I wish I’d learned about sewing for more practical applications — missing buttons, for starters, or how to graft devastating ripped limbs back onto beloved stuffed animals. Maybe if I had learned how to hem a garment properly, my son’s first Halloween costume wouldn’t have hit just below his knees (hey, I got carried away, okay?).

Laundry 101

When I was a teenager, laundry was simple: I gave it to my mom and she returned it clean. End of story. Oh, how I miss those days!

Now I’m doing laundry for a family of six, and as I’ve learned over the years — by tons of unfortunate trial and error — there’s so much more to it than dumping in the clothes and adding soap. I could have saved myself a lot of money on ruined items if I’d already been familiar with what will shrink, what will bleed, and how to get out stains like permanent marker and poop.

How to NOT Be a Financial Idiot

Back when I was in school, we learned (in, like, a weeklong unit) how to balance a checkbook. End of story.

I’m sure kids learn more than that these days, but it probably still isn’t enough to adequately prepare anyone for the monetary challenges of adulthood. (Step one: Receive paycheck. Step two: Throw it out the window.)

Considering the stacks of credit card offers stuffed into the P.O. boxes of college kids everywhere, building and maintaining credit would have been a great place to start. And even though I would have yawned my way through lessons on investing and saving for retirement, I might have retained at least a basic knowledge. And taxes — I know they’re inevitable (like death, right?), but it would have been solid to have some preliminary know-how about the ins and outs.

How to Save Money on Stuff

The harsh reality is that you’re probably going to be poor — or at least on a tight budget — at some point during young adulthood (if not your entire adult life). Wouldn’t it have been nice to learn how to stretch a dollar, or maybe to have had a class with some guest seminars by those extreme couponing geniuses, with a crash course in non-traditional ways to bring in extra income, like giving plasma or reselling garage sale finds?

The Fundamentals of Adult Communication

We spend a huge chunk of our time interacting with other adults. (The rest of it is spent on laundry.) From bosses and coworkers to spouses and neighbors to our kids’ teachers and various customer service representatives, we’re faced with situations all the time when it helps to know how to communicate effectively and not look like a socially inept goober.

I don’t know about you, but I’ve never really been a “people person,” so it would have really done me some good to have a class on how to successfully do everything from negotiating and advocating in a professional setting to comfortably making connections at a social event where I don’t know anyone.

You know what else would have been helpful?
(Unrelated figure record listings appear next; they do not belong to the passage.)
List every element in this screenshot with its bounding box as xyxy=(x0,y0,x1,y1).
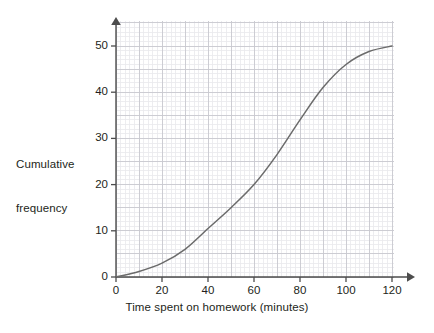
x-axis-tick-label: 80 xyxy=(275,284,325,296)
x-axis-tick-label: 0 xyxy=(91,284,141,296)
x-axis-tick-label: 100 xyxy=(321,284,371,296)
y-axis-title-line-2: frequency xyxy=(16,201,75,216)
x-axis-tick-label: 20 xyxy=(137,284,187,296)
cumulative-frequency-chart: Cumulative frequency Time spent on homew… xyxy=(0,0,434,333)
y-axis-tick-label: 10 xyxy=(68,224,108,236)
y-axis-tick-label: 20 xyxy=(68,178,108,190)
x-axis-tick-label: 60 xyxy=(229,284,279,296)
y-axis-tick-label: 50 xyxy=(68,39,108,51)
y-axis-tick-label: 30 xyxy=(68,131,108,143)
x-axis-tick-label: 40 xyxy=(183,284,233,296)
x-axis-tick-label: 120 xyxy=(367,284,417,296)
y-axis-title: Cumulative frequency xyxy=(16,128,75,244)
y-axis-tick-label: 0 xyxy=(68,270,108,282)
x-axis-title: Time spent on homework (minutes) xyxy=(0,300,434,315)
y-axis-title-line-1: Cumulative xyxy=(16,157,75,172)
y-axis-tick-label: 40 xyxy=(68,85,108,97)
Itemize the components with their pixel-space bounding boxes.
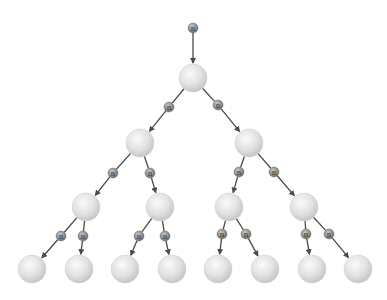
path-line xyxy=(305,221,306,229)
neutron: n xyxy=(188,23,198,33)
arrow-icon xyxy=(166,241,169,254)
neutron: n xyxy=(160,231,170,241)
path-line xyxy=(258,154,271,169)
neutron-label: n xyxy=(191,25,196,33)
arrow-icon xyxy=(95,177,110,195)
path-line xyxy=(116,153,130,169)
arrow-icon xyxy=(42,240,58,258)
arrow-icon xyxy=(131,241,137,256)
neutron-label: n xyxy=(163,233,168,241)
nucleus-sphere xyxy=(158,255,186,283)
nucleus-sphere xyxy=(18,255,46,283)
nucleus-sphere xyxy=(235,129,263,157)
arrow-icon xyxy=(307,239,310,254)
arrow-icon xyxy=(149,111,165,131)
arrow-icon xyxy=(277,176,294,196)
path-line xyxy=(236,219,243,230)
neutron-label: n xyxy=(148,170,153,178)
arrow-icon xyxy=(81,241,83,254)
neutron: n xyxy=(108,168,118,178)
neutron: n xyxy=(145,168,155,178)
neutron: n xyxy=(324,229,334,239)
path-line xyxy=(64,218,77,233)
path-line xyxy=(142,218,152,232)
nuclei-group xyxy=(18,64,372,283)
arrow-icon xyxy=(151,178,155,193)
neutron-label: n xyxy=(111,170,116,178)
neutron-label: n xyxy=(237,169,242,177)
fission-chain-reaction-diagram: nnnnnnnnnnnnnnn xyxy=(0,0,387,300)
neutron: n xyxy=(241,229,251,239)
neutron: n xyxy=(217,229,227,239)
nucleus-sphere xyxy=(72,193,100,221)
nucleus-sphere xyxy=(146,193,174,221)
nucleus-sphere xyxy=(111,255,139,283)
neutron: n xyxy=(269,167,279,177)
arrow-icon xyxy=(220,239,222,254)
arrow-icon xyxy=(221,109,239,132)
path-line xyxy=(172,89,184,103)
nucleus-sphere xyxy=(290,193,318,221)
nucleus-sphere xyxy=(126,129,154,157)
neutron: n xyxy=(56,231,66,241)
neutron: n xyxy=(213,100,223,110)
arrow-icon xyxy=(233,177,238,193)
nucleus-sphere xyxy=(298,255,326,283)
neutron: n xyxy=(134,231,144,241)
nucleus-sphere xyxy=(344,255,372,283)
nucleus-sphere xyxy=(215,193,243,221)
path-line xyxy=(144,156,148,168)
arrow-icon xyxy=(332,238,348,258)
path-line xyxy=(203,88,215,101)
neutron-label: n xyxy=(59,233,64,241)
neutron: n xyxy=(301,229,311,239)
neutron: n xyxy=(234,167,244,177)
nucleus-sphere xyxy=(179,64,207,92)
neutron-label: n xyxy=(220,231,225,239)
path-line xyxy=(314,217,326,230)
neutron-label: n xyxy=(304,231,309,239)
neutron-label: n xyxy=(327,231,332,239)
path-line xyxy=(162,221,164,231)
neutron: n xyxy=(164,102,174,112)
arrow-icon xyxy=(248,238,257,255)
neutron: n xyxy=(78,231,88,241)
neutron-label: n xyxy=(81,233,86,241)
neutron-label: n xyxy=(137,233,142,241)
path-line xyxy=(84,221,85,231)
nucleus-sphere xyxy=(204,255,232,283)
neutron-label: n xyxy=(272,169,277,177)
nucleus-sphere xyxy=(65,255,93,283)
neutron-label: n xyxy=(216,102,221,110)
neutron-label: n xyxy=(244,231,249,239)
nucleus-sphere xyxy=(251,255,279,283)
path-line xyxy=(241,156,245,167)
neutron-label: n xyxy=(167,104,172,112)
path-line xyxy=(223,221,225,230)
A unit on how to communicate openly and argue constructively with significant others. (Although then I might never have launched a cheeseburger at my husband as a newlywed, which, although it wasn’t the best reaction, does make for a good story.)

I’d like to think that if I had been offered these classes in high school, I’d have started out much more prepared. In reality, though, I probably would have daydreamed my way through them, retaining only enough info to pass. No matter how important you tell them something is, teenagers don’t get it. They think 25 is old, so they can’t possibly see the point of learning a skill they won’t need for another decade or two. I know I wouldn’t have.

Besides, I was too busy doing important stuff during school hours, like doodling penises wearing capes.